Paul speaks of "one dying for all." In this statement he reveals his sense of stewardship. God has reconciled us to Himself through Christ. He who knew no sin was made to be sin for us. It is this God?initiated reconciliation that made Paul sense this debtorship to God and to all men. To him had been given the status of a new man in Christ. To him had been entrusted the unspeakable gift of the Gospel. To him had been given the unmerited justification by God in Christ. He exclaims to the Corinthians, "Ye are Christ's; and Christ is God's. . ." (I Cor. 3:23).
In a real sense there is no true stewardship without this sense of repentance and faith, this conviction of sin, and this reception of the justifying grace of God in Christ. This sense of the Evangel is always prior to our stewardship.

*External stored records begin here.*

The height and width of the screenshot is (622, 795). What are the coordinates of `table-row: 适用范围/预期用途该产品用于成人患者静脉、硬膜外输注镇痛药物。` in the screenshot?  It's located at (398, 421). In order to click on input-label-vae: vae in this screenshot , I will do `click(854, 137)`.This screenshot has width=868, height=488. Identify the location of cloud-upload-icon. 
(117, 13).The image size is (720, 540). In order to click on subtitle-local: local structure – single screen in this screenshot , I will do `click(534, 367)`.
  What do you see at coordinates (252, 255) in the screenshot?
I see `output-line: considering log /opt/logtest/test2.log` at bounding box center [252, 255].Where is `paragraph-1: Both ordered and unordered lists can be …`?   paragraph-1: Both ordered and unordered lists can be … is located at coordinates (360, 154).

The Christian is one who knows the high value of the Gospel of redemption. He is a steward of God's most precious gift of grace. He knows he is Christ's and that his life is made new by being in Christ. With Paul he can say, "Let a man so account of us, as of ministers of Christ, and stewards of the mysteries of God. Here, moreover, it is required of stewards that a man be found faithful." (I Cor. 4:1?2). The Christian is Christ's servant. He gladly shoulders with other Christians the responsibility of sharing the Gospel with others, whether inside or outside the Church. He is found faithful. And he thinks through very carefully all of the ramifications of stewardship, in his own life, in his vocation, in his relationship to others, in his actions in the world of our time.

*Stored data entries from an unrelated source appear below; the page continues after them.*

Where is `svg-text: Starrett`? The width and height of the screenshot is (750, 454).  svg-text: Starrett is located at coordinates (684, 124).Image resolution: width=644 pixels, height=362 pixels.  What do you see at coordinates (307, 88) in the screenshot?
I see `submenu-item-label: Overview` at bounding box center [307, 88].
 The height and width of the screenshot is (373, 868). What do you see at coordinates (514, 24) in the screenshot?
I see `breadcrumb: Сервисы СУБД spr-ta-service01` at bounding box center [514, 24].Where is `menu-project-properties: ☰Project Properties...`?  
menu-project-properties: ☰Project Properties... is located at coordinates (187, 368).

Stewardship is the practice of living in the light of the divine redemption made real through Jesus Christ. It is as deep as life itself and as extensive as all our human relationships with God and nature.
For stewardship is more than a way of earning, spending, giving, and saving money. It is a way of life and action. It is the whole philosophy of living from the Christian point of view. And it has to do not only with individuals, but also with Churches and families and groups that regard themselves as Christian.

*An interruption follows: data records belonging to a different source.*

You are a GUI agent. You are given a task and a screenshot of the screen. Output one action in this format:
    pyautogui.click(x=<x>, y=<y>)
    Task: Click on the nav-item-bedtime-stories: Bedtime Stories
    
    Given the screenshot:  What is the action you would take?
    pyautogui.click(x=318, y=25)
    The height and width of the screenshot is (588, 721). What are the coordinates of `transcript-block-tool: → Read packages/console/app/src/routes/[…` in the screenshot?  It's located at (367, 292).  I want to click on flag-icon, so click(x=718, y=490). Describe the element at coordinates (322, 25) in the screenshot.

This larger stewardship has to do with the life, the inner life, of the believer and with all the outer expressions of that life. One never becomes the true steward of his possessions until he experiences the richer wealth of which he has become the recipient.
Stewardship has more to do with what one is and does than with what one has and gives. It deals with the essential springs from which flow the beneficent streams of life and service which not only bless the Church and the world, but which change the nature of life and the world. For what the world needs is not mere philanthropy; it needs new life; it needs a new orientation, it needs that kind of life that is re-centered in God-in-Christ.
Excerpts from Christian Stewardship and Christian Education by Dr. Elmer Homrighausen.
Think about using year-round stewardship tracts, posters and sermons to educate during the summer without asking for a commitment. Use as a thought process months before your usual stewardship tithing program starts.